7. Exercises

  1. We can represent a rectangle by knowing three things: the location of its lower left corner, its width, and its height. Create a class definition for a Rectangle class using this idea. For instance, to create a Rectangle object at location (4,5) with width 6 and height 5, we would do the following:

    loc = Point(4, 5)
    r = Rectangle(loc, 6, 5)
    
  2. Add the following accessor methods to the Rectangle class: get_width and get_height.

  3. Add a method area to the Rectangle class that returns the area of any instance:

    r = Rectangle(Point(0, 0), 10, 5)
    testEqual(r.area(), 50)
    
  4. Write a perimeter method in the Rectangle class so that we can find the perimeter of any rectangle instance:

    r = Rectangle(Point(0, 0), 10, 5)
    testEqual(r.perimeter(), 30)
    
  5. Write a transpose method in the Rectangle class that swaps the width and the height of any rectangle instance:

    r = Rectangle(Point(100, 50), 10, 5)
    testEqual(r.width, 10)
    testEqual(r.height, 5)
    r.transpose()
    testEqual(r.width, 5)
    testEqual(r.height, 10)
    
  6. Write a new method called contains in the Rectangle class to test if a Point falls within the rectangle. For this exercise, assume that a rectangle at (0,0) with width 10 and height 5 has open upper bounds on the width and height, i.e. it stretches in the x direction from [0 to 10), where 0 is included but 10 is excluded, and from [0 to 5) in the y direction. So it does not contain the point (10, 2). These tests should pass:

    r = Rectangle(Point(0, 0), 10, 5)
    testEqual(r.contains(Point(0, 0)), True)
    testEqual(r.contains(Point(3, 3)), True)
    testEqual(r.contains(Point(3, 7)), False)
    testEqual(r.contains(Point(3, 5)), False)
    testEqual(r.contains(Point(3, 4.99999)), True)
    testEqual(r.contains(Point(-3, -3)), False)
    
  7. Write a new method called diagonal that will return the length of the diagonal that runs from the lower left corner to the opposite corner.

  8. There are some games where we put a rectangular “bounding box” around our sprites in the game. We can then do collision detection between, say, bombs and spaceships, by comparing whether their rectangles overlap anywhere.

    Write a function to determine whether two rectangles collide. Hint: this might be quite a tough exercise! Think carefully about all the cases as you code.

Graded Lesson Assignment

The code below contains a Chatbot class. A Chatbot is an object that can engage in rudimentary conversation with a human. You will be asked to define a subclass that inherits from this Chatbot superclass.

First, run the code below to talk to the chatbot. Then look over the code to make sure you understand it.

Your job is to make a subclass called BoredChatbot that inherits from Chatbot, but acts a little differently, in the following way:

  • A bored chatbot has a short attention span. When the human says something that is longer than 20 characters, it should respond by saying:

    “zzz... Oh excuse me, I dozed off reading your essay.”

  • If, on the other hand, the human says something with a length of 20 characters or less, then the bored chatbot should respond just like a normal chatbot would.

Note that we are requiring you to use inheritance. Your new BoredChatbot class must be a subclass of the Chatbot class, and your subclass should only implement the things that make it distinct. (See the Inheritance chapter for a review of how this works.)

When you think your code is correct, test it yourself by creating a few different instances and printing their responses to various inputs.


The task: Without including any images, please transcribe all the lines below exactly.

Records provided:
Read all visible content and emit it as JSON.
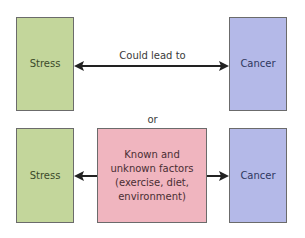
{
  "top_row": {
    "left_box": {
      "label": "Stress",
      "color": "#c3d69b"
    },
    "arrow_label": "Could lead to",
    "right_box": {
      "label": "Cancer",
      "color": "#b4b9e8"
    }
  },
  "separator": "or",
  "bottom_row": {
    "left_box": {
      "label": "Stress",
      "color": "#c3d69b"
    },
    "middle_box": {
      "label": "Known and unknown factors (exercise, diet, environment)",
      "color": "#f0b5bf"
    },
    "right_box": {
      "label": "Cancer",
      "color": "#b4b9e8"
    }
  }
}
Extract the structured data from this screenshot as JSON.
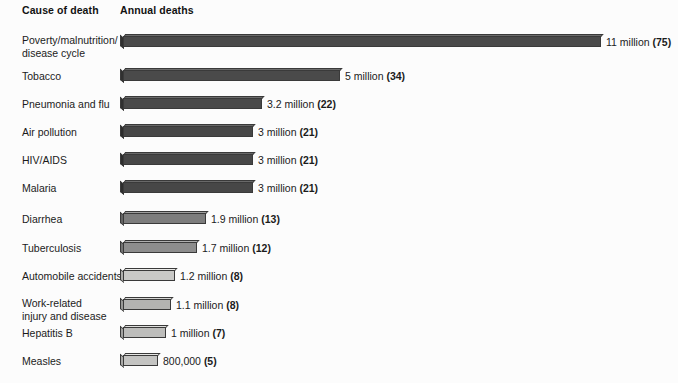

Finished exercise:
Read all visible content and emit it as JSON.
{
  "top_row": {
    "left_box": {
      "label": "Stress",
      "color": "#c3d69b"
    },
    "arrow_label": "Could lead to",
    "right_box": {
      "label": "Cancer",
      "color": "#b4b9e8"
    }
  },
  "separator": "or",
  "bottom_row": {
    "left_box": {
      "label": "Stress",
      "color": "#c3d69b"
    },
    "middle_box": {
      "label": "Known and unknown factors (exercise, diet, environment)",
      "color": "#f0b5bf"
    },
    "right_box": {
      "label": "Cancer",
      "color": "#b4b9e8"
    }
  }
}
Extract the structured data from this screenshot as JSON.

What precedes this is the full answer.